Why does the acquisition make sense now?
Nearmap's acquisition of itel is an attempt to shorten the claims process and reduce fraud and perhaps more significantly to disrupt the property intelligence market. The quicker you can pay out claims by basing the veracity of the claim with "ground truth," i.e. recent image validation, then you've reduced the marginal cost of policy underwriting and you've captured one additional image for AI-crafted damage assessment models.
Why do the acquisition in the first place?
The competition in property intelligence is heating up, and specifically among it's own clients, like Cotality (formerly CoreLogic) which is more dominant in mortgage and proptech, but also insurance, and try to thwart similar partnerships such as Verisk and EagleView. It now appears more likely that Nearmap wants to take market share from Cotality's insurance practice. Nearmap's acquisition of Betterview in 2023 had already positioned it squarely against partners like Precisely, that have a substantial footprint in the insurance industry.
This is also a play toward going head to head with the Geospatial Insurance Consortium (GIC), and its partner, Vexcel Imaging, that offers gray-sky imagery to their subscribers at the time of catastrophic events. Vexcel clearly wants its differentiation to continue with UltaCam, a suite of very high spatial and spectral resolution digital cameras.
Nearmap is also now a private company having been acquired by Thoma Brava in 2022 with the clear intent of pivoting toward offering more geospatial services to the insurance industry.
More than a Data Company
Historically, Nearmap was an image acquisition company. As such it was merely a data company with an archive of imagery that if unused is a sunk cost. With the acquisitions of Betterview and itel, it is clear that Nearmap and its PE underwriters, Thoma Brava, wants to move the company deeper into insurance, where they have a footprint but also potentially into others like real estate.
In addition, the ability to capture rooftop measurements, while a much-needed capability, was becoming commoditized and table stakes as an image-based product. There are just so many pixels you can capture before you have just too many. However, it now has many such capabilities including automated feature extraction (e.g., pools, trampolines, sidewalks, vegetation, etc.), roof condition, and other property modifications.
Bottom Line
The entire move by Nearmap is to disrupt the current proptech market and become more than just a "data company." therefore positions the company to leverage artificial intelligence, geospatial data and image extraction to offer a more comprehensive solution to a market that has an increasing appetite for data. As a private company, it can now scale its operations without the pressure of quarterly earnings calls. It can continue to invest in technology and by the obvious intension of its Thoma Brava advisors, will continue on a course of looking at other acquisitions to scale where they see opportunity.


- What to do
Skip the pictures and copy all the data that follows exactly.
[[ Data for this exercise open ]]
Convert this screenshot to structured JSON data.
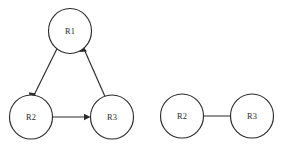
{
  "canvas": {
    "width": 300,
    "height": 145,
    "background": "#ffffff",
    "stroke_color": "#2b2b2b",
    "label_color": "#2a2a2a",
    "node_fill": "#ffffff",
    "node_radius": 21.5
  },
  "graphs": [
    {
      "id": "left-graph",
      "name": "directed-cycle-graph",
      "nodes": [
        {
          "id": "L-R1",
          "label": "R1",
          "cx": 70,
          "cy": 31,
          "r": 21.5
        },
        {
          "id": "L-R2",
          "label": "R2",
          "cx": 31,
          "cy": 117,
          "r": 21.5
        },
        {
          "id": "L-R3",
          "label": "R3",
          "cx": 112,
          "cy": 117,
          "r": 21.5
        }
      ],
      "edges": [
        {
          "id": "L-E1",
          "from": "R1",
          "to": "R2",
          "direction": "one-way",
          "arrowheads": 1
        },
        {
          "id": "L-E2",
          "from": "R2",
          "to": "R3",
          "direction": "one-way",
          "arrowheads": 1
        },
        {
          "id": "L-E3",
          "from": "R3",
          "to": "R1",
          "direction": "one-way",
          "arrowheads": 1
        }
      ]
    },
    {
      "id": "right-graph",
      "name": "bidirectional-pair-graph",
      "nodes": [
        {
          "id": "R-R2",
          "label": "R2",
          "cx": 182,
          "cy": 116,
          "r": 21.5
        },
        {
          "id": "R-R3",
          "label": "R3",
          "cx": 252,
          "cy": 116,
          "r": 21.5
        }
      ],
      "edges": [
        {
          "id": "R-E1",
          "from": "R2",
          "to": "R3",
          "direction": "bidirectional",
          "arrowheads": 2
        }
      ]
    }
  ]
}
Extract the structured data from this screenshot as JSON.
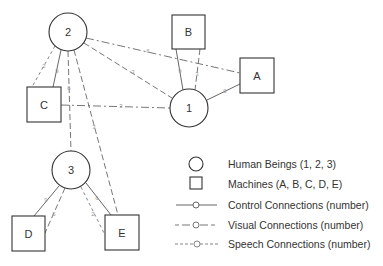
[[ Data for this exercise closed ]]
- Answer box
Convert this screenshot to structured JSON data.
{
  "canvas": {
    "width": 300,
    "height": 145,
    "background": "#ffffff",
    "stroke_color": "#2b2b2b",
    "label_color": "#2a2a2a",
    "node_fill": "#ffffff",
    "node_radius": 21.5
  },
  "graphs": [
    {
      "id": "left-graph",
      "name": "directed-cycle-graph",
      "nodes": [
        {
          "id": "L-R1",
          "label": "R1",
          "cx": 70,
          "cy": 31,
          "r": 21.5
        },
        {
          "id": "L-R2",
          "label": "R2",
          "cx": 31,
          "cy": 117,
          "r": 21.5
        },
        {
          "id": "L-R3",
          "label": "R3",
          "cx": 112,
          "cy": 117,
          "r": 21.5
        }
      ],
      "edges": [
        {
          "id": "L-E1",
          "from": "R1",
          "to": "R2",
          "direction": "one-way",
          "arrowheads": 1
        },
        {
          "id": "L-E2",
          "from": "R2",
          "to": "R3",
          "direction": "one-way",
          "arrowheads": 1
        },
        {
          "id": "L-E3",
          "from": "R3",
          "to": "R1",
          "direction": "one-way",
          "arrowheads": 1
        }
      ]
    },
    {
      "id": "right-graph",
      "name": "bidirectional-pair-graph",
      "nodes": [
        {
          "id": "R-R2",
          "label": "R2",
          "cx": 182,
          "cy": 116,
          "r": 21.5
        },
        {
          "id": "R-R3",
          "label": "R3",
          "cx": 252,
          "cy": 116,
          "r": 21.5
        }
      ],
      "edges": [
        {
          "id": "R-E1",
          "from": "R2",
          "to": "R3",
          "direction": "bidirectional",
          "arrowheads": 2
        }
      ]
    }
  ]
}
Extract the structured data from this screenshot as JSON.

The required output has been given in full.